Contest winners raise cancer awareness

Although YouTube is known for its streaming videos of skateboarding dogs, performances of train-wrecked pop stars and even questions in a presidential debate, two Duke students are using it as a venue to get their research on breast cancer out to the public.

Seniors Laura Moore and Lisa Richards submitted their video "Shedding Light on Breast Cancer" to a YouTube contest sponsored by the Task Force on the Future of American Innovation, in which participants were asked to create a three-minute video highlighting federally funded scientific discoveries they have made and describe how their results can change the lives of others.

Duke sponsored its own version of the competition, offering either $1,000 or two Apple iPhones to the winners. Moore and Richard's video placed first within the Duke competition and the two chose to split the $1,000 prize money.

"We knew that the video was good and unlike most of the others that were posted," Moore wrote in an e-mail. "However, we weren't sure how the judges were going to see it since one of the criteria was entertainment value... and it's kind of hard to make breast cancer funny-especially when we're interviewing our adviser and collaborators."

Their entry detailed how tissue optical spectroscopy can help differentiate between normal and cancerous tissue and how it can be used to monitor the treatment of breast cancer patients.

Moore said she and Richards began working together because they were both in the same lab and had interrelated projects.

Dean of Undergraduate Education Steve Nowicki, a judge for the Duke competition, said their entry was his favorite because it was informative and interesting. He added that the contest, which is the first of its kind, was created to promote the use of new technology and to encourage service and innovation.

"It's probably too early to see if it achieved that," Nowicki said. "The YouTube videos that I looked at clearly engaged a lot of students at Duke. To that extent, I think it is successful. It's a new world and YouTube is part of that world."

The research that they are conducting is relevant to Duke students and it has the possibility to change how breast cancer is treated, Richards said.

"It's going to make a huge impact on [the] future of breast cancer treatment," she said. "It can have the potential to reduce the number of surgeries that the patient will have to have."

Moore said she hopes the video will be able to get the research that she and Richards did out to the public.

"The video already has 376 views on YouTube, and if it wins the national competition, then it will get screened in front of an even larger audience," she said. "We've already had a lot of people come up and talk to us about our research just from the publicity it's gotten at Duke."

A total of 17 videos were submitted to the Task Force's competition, four of which were created by Duke students. The top five videos selected will be screened at the Capitol in Washington, D.C. The grand prize will include round-trip travel expenses to attend the showing as well as a $1,000 scholarship. The four runners-up will each receive $300.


*Problem requirements:*
Go over the entries below line by line, copying each one that contains the word "Quality".

(Stored items)
════════
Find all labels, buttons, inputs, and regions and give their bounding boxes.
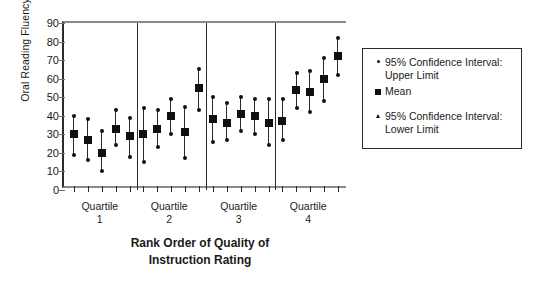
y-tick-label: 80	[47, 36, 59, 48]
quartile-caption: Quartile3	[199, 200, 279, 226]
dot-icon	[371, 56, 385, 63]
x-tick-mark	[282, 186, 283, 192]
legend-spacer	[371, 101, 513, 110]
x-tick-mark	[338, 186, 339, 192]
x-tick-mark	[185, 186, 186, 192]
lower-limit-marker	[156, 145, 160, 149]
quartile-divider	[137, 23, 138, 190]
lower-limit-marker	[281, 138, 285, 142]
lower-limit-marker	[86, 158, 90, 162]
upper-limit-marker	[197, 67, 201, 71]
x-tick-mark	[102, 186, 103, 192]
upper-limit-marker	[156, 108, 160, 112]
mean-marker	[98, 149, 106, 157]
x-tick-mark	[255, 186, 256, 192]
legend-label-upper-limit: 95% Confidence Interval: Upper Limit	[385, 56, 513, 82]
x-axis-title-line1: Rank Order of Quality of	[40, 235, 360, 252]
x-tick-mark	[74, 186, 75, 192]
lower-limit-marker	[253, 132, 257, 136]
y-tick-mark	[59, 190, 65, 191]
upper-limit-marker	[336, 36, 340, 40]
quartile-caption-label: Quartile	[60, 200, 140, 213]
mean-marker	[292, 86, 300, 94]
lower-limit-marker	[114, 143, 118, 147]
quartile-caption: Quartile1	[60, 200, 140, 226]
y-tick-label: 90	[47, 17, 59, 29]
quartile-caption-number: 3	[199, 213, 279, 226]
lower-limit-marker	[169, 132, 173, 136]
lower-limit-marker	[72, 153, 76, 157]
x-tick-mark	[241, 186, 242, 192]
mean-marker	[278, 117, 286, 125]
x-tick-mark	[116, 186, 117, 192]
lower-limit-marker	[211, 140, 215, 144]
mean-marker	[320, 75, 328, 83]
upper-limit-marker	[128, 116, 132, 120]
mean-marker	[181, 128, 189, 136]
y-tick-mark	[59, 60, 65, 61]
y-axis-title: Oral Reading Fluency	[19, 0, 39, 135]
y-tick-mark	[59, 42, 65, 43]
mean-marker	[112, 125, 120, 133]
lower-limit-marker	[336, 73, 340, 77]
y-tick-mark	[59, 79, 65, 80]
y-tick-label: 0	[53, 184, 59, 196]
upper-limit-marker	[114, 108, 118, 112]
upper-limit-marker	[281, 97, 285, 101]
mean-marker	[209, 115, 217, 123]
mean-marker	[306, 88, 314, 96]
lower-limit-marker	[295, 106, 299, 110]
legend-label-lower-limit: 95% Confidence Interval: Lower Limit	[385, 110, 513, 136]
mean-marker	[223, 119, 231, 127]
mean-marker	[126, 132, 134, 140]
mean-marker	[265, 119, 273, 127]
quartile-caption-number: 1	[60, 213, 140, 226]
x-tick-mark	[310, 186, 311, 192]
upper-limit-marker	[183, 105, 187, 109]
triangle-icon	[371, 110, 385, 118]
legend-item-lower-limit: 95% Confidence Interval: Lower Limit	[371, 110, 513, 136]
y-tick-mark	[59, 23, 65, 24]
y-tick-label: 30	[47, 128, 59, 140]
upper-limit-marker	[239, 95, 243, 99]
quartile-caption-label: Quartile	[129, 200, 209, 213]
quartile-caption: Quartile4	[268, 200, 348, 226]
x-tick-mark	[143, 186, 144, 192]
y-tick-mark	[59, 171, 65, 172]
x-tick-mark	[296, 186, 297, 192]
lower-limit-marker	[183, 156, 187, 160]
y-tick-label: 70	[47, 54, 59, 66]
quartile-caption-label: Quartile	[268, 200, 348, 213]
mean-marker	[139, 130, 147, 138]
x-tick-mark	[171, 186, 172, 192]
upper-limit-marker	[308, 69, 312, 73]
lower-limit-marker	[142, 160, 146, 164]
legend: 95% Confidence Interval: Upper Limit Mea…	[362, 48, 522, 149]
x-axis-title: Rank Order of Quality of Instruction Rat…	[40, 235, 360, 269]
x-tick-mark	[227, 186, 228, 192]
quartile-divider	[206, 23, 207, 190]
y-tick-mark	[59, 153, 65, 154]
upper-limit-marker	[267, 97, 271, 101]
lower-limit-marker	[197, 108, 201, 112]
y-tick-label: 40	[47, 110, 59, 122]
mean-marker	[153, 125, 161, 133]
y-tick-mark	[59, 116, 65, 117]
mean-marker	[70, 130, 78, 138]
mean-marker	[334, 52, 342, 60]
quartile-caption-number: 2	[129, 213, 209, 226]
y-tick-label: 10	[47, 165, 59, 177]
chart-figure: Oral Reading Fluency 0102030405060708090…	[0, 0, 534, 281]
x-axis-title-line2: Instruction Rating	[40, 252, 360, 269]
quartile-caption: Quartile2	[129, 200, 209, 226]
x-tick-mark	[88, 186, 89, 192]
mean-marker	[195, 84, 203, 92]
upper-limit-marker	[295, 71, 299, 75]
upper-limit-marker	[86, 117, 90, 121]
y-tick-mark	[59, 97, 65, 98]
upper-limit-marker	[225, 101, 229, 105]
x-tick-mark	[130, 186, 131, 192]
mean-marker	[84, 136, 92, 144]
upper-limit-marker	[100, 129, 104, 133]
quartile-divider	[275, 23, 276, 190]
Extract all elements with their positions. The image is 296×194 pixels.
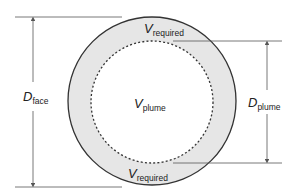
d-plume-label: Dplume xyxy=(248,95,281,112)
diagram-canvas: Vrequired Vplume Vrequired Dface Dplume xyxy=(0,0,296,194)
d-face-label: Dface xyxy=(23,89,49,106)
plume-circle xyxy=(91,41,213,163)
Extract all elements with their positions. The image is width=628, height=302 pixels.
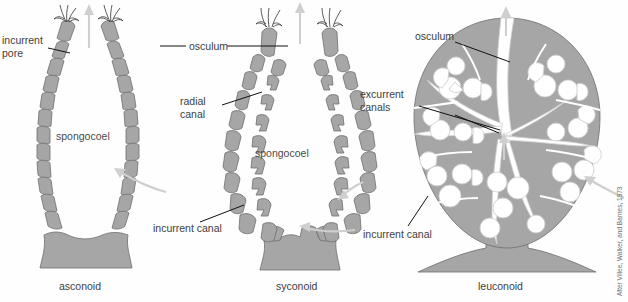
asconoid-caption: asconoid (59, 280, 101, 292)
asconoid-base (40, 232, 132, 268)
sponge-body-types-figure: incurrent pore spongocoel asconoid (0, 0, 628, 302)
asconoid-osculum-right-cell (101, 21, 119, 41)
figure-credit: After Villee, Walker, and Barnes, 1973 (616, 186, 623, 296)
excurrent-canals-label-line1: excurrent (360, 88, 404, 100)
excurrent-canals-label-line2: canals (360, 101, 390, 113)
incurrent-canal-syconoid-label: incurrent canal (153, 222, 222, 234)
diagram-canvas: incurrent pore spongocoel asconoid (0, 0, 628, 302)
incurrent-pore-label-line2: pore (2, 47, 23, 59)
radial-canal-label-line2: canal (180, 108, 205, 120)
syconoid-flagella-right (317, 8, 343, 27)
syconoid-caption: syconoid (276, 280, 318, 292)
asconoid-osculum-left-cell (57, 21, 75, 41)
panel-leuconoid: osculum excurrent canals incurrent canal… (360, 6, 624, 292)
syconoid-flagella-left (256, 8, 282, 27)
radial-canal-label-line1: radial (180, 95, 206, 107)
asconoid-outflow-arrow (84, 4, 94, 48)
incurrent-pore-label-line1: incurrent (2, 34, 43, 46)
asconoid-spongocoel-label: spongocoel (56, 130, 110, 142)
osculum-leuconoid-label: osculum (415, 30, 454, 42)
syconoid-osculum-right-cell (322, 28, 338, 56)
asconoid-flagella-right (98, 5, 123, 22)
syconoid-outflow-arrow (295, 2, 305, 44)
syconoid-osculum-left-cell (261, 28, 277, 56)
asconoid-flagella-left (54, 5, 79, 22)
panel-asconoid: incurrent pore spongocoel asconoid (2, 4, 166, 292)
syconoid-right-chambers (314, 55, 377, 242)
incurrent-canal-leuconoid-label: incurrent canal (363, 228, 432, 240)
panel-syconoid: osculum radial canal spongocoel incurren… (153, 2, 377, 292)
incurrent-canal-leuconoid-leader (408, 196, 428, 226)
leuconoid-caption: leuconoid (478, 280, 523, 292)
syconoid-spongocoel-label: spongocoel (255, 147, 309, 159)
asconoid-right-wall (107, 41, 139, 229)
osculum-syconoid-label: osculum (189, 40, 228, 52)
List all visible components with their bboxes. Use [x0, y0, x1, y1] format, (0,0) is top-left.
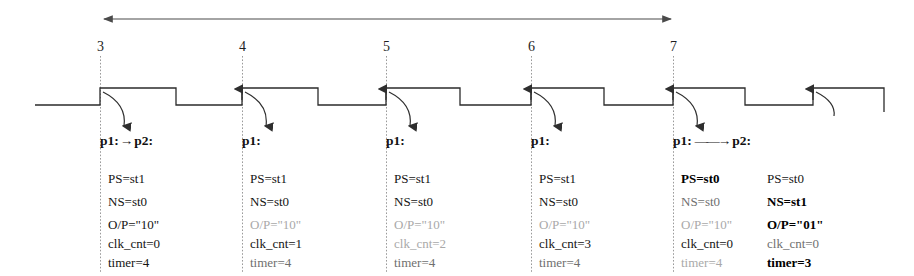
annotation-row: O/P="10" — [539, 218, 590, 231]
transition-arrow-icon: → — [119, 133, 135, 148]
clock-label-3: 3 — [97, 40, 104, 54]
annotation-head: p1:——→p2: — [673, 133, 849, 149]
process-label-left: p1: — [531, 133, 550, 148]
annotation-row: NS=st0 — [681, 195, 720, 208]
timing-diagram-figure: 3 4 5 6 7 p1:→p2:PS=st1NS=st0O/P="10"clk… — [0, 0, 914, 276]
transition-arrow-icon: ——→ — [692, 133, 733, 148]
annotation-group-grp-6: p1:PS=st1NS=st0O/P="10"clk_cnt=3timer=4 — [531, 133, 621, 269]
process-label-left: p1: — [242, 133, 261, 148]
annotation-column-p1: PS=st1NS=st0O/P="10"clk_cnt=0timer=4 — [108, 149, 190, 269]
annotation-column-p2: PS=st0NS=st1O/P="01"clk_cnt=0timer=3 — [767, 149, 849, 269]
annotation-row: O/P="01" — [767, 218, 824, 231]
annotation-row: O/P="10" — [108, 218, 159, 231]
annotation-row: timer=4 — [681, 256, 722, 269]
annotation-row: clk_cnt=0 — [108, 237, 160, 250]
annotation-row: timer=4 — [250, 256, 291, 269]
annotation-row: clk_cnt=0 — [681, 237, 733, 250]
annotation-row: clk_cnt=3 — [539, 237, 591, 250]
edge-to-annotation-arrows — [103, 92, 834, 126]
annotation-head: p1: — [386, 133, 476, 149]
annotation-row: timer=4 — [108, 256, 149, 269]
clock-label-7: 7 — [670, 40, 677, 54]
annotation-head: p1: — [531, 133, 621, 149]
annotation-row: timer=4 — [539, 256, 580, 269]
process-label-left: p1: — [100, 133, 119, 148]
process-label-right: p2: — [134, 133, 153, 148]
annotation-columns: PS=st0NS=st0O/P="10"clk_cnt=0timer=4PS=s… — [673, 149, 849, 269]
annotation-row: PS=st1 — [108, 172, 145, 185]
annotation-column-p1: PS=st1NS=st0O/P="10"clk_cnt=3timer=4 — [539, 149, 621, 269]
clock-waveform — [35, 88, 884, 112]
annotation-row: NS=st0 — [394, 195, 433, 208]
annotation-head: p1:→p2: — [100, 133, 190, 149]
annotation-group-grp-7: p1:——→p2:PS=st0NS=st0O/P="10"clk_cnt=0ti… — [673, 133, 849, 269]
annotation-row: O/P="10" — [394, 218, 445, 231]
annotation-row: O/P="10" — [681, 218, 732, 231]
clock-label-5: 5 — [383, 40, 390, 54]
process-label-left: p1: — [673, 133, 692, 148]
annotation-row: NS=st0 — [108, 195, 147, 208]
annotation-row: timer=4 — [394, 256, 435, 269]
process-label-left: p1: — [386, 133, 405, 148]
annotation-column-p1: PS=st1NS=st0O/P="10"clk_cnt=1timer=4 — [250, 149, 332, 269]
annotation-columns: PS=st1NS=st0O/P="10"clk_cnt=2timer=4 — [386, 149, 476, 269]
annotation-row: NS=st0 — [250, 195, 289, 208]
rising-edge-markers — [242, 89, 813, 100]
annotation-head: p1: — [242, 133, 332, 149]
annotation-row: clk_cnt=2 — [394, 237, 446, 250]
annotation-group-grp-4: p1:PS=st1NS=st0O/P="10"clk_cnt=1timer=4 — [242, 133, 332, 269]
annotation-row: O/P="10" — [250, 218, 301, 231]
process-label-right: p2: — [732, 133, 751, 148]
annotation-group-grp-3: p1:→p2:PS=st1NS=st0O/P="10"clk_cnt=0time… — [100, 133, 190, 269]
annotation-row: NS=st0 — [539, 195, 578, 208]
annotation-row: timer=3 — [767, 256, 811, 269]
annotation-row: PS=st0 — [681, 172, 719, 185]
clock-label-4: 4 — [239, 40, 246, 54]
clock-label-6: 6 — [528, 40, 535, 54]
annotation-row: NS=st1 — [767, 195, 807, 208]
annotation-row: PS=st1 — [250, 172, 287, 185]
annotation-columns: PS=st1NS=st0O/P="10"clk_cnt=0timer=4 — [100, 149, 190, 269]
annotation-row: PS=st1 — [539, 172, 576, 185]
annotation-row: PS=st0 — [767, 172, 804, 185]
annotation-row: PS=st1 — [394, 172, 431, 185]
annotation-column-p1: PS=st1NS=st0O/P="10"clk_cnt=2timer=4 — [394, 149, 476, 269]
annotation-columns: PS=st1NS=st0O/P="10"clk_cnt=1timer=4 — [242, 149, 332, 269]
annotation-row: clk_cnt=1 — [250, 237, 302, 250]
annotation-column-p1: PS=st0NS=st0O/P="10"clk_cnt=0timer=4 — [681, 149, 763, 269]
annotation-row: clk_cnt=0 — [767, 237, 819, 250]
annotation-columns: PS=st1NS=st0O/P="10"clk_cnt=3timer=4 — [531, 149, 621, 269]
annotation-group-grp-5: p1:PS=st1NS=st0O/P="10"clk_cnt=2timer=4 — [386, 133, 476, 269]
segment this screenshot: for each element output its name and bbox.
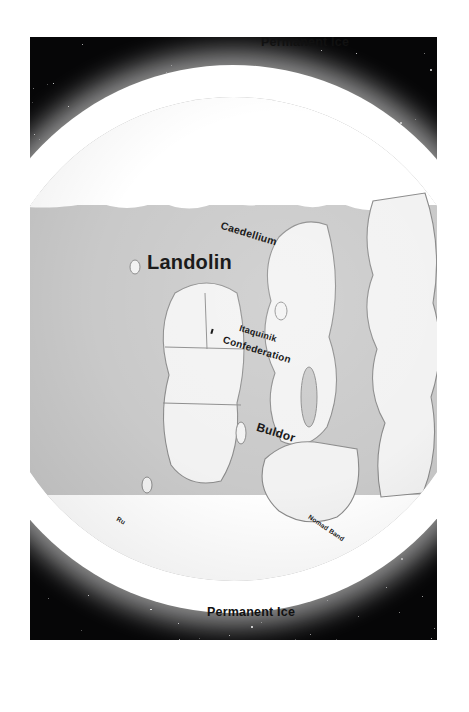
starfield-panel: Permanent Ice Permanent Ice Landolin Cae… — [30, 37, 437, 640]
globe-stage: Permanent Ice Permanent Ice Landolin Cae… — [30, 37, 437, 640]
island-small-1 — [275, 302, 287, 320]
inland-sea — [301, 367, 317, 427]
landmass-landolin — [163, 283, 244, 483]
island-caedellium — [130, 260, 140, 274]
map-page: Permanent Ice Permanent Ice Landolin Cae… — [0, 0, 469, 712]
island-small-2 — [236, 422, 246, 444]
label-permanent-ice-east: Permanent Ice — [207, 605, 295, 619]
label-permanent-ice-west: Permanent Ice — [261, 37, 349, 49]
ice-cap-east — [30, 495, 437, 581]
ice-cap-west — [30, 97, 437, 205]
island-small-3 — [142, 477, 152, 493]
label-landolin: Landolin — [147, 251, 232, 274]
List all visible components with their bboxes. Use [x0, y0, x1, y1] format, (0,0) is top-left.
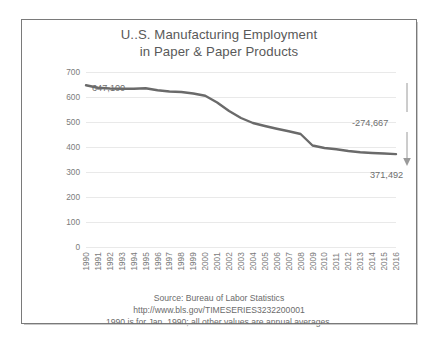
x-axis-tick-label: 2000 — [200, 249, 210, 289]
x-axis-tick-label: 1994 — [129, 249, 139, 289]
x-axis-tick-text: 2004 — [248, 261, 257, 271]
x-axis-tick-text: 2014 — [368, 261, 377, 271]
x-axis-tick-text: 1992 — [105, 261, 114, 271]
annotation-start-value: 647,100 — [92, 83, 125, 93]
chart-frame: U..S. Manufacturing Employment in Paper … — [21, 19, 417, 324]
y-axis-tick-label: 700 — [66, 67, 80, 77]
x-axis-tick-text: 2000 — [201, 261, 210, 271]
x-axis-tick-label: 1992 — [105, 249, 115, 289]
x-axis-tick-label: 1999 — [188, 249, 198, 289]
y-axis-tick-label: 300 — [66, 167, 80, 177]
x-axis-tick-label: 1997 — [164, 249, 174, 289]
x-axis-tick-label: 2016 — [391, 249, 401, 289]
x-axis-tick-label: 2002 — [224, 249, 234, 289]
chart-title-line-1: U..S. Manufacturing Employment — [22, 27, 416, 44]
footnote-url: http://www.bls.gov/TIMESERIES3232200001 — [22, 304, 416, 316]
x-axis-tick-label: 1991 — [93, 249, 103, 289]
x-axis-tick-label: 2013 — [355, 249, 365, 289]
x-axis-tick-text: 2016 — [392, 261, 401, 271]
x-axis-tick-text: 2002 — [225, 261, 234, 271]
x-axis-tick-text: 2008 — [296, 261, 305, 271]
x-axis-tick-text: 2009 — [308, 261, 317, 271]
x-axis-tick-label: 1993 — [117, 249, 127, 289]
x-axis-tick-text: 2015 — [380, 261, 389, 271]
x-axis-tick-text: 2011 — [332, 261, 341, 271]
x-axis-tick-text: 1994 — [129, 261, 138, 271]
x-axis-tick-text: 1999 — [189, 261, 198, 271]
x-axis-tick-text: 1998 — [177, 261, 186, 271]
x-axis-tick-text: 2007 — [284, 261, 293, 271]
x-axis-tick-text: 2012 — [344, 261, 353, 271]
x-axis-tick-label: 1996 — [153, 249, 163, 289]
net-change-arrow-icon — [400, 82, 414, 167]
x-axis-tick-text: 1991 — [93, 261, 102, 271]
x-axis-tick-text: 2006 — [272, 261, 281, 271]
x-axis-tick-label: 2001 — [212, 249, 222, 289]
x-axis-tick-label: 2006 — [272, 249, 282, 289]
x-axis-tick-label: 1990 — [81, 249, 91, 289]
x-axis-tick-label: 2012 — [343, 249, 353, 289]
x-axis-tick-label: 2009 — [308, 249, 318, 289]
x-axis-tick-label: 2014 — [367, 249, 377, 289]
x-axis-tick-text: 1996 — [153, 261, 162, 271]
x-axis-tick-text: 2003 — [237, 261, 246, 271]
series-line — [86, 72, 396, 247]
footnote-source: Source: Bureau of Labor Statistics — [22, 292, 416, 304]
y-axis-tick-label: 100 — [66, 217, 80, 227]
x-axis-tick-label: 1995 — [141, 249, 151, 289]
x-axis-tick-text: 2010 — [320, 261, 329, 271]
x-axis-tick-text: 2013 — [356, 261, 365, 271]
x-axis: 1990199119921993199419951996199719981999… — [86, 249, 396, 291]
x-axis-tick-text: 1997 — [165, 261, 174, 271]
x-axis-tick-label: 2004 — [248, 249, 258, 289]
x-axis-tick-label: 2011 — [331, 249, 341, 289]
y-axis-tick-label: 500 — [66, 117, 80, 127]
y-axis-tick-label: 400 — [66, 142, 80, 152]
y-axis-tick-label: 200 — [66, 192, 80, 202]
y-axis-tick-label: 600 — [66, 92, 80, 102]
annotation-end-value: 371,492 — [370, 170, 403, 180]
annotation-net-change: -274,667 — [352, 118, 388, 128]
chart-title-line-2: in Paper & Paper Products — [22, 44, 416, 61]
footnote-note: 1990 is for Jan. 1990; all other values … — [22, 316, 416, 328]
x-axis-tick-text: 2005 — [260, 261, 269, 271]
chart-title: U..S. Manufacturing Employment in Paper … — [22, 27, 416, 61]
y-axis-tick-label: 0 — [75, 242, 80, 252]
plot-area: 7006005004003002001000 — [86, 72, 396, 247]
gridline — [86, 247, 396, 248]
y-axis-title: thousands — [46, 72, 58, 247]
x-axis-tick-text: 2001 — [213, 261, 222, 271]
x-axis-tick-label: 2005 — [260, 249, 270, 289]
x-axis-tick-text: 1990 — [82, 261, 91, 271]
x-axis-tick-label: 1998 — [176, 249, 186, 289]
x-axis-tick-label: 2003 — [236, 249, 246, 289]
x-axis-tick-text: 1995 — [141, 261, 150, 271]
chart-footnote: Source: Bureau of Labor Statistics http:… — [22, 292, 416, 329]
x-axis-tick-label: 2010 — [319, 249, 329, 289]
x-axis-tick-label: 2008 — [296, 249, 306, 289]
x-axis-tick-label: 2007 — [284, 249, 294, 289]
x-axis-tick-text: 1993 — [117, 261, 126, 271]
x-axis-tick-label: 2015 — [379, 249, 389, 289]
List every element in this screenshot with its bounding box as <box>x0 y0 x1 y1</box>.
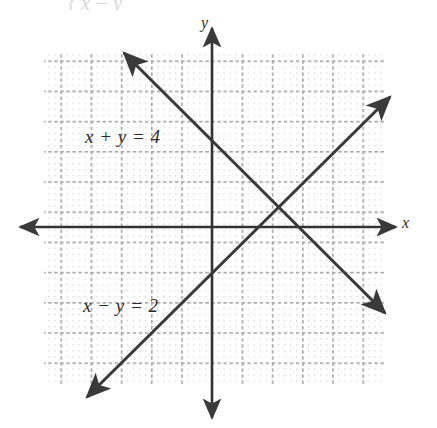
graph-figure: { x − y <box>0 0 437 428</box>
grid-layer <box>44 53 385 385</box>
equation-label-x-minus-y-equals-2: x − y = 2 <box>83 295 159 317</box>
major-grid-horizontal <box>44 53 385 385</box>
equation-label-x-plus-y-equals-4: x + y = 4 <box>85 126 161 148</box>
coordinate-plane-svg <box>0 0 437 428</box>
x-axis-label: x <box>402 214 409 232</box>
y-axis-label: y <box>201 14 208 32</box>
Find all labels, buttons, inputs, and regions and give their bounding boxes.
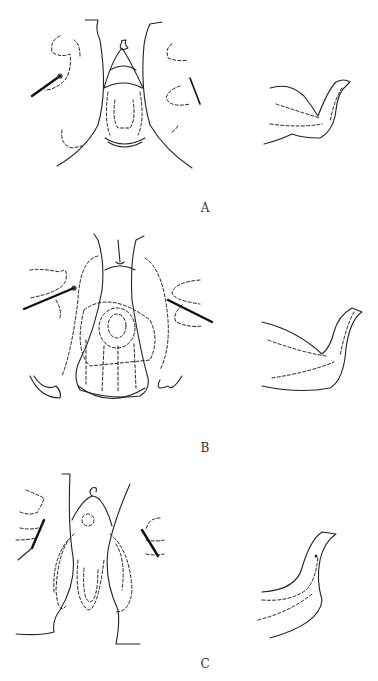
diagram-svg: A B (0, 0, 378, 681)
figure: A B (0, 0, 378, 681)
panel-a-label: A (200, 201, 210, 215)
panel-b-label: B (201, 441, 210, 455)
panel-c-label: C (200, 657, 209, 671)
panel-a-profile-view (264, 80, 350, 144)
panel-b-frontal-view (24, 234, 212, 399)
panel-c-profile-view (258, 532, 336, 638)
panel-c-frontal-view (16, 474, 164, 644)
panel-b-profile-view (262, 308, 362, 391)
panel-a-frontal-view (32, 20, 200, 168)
════════
*Your response:*
x-axis-title-line1: Rank Order of Quality of	[40, 235, 360, 252]
x-axis-title: Rank Order of Quality of Instruction Rat…	[40, 235, 360, 269]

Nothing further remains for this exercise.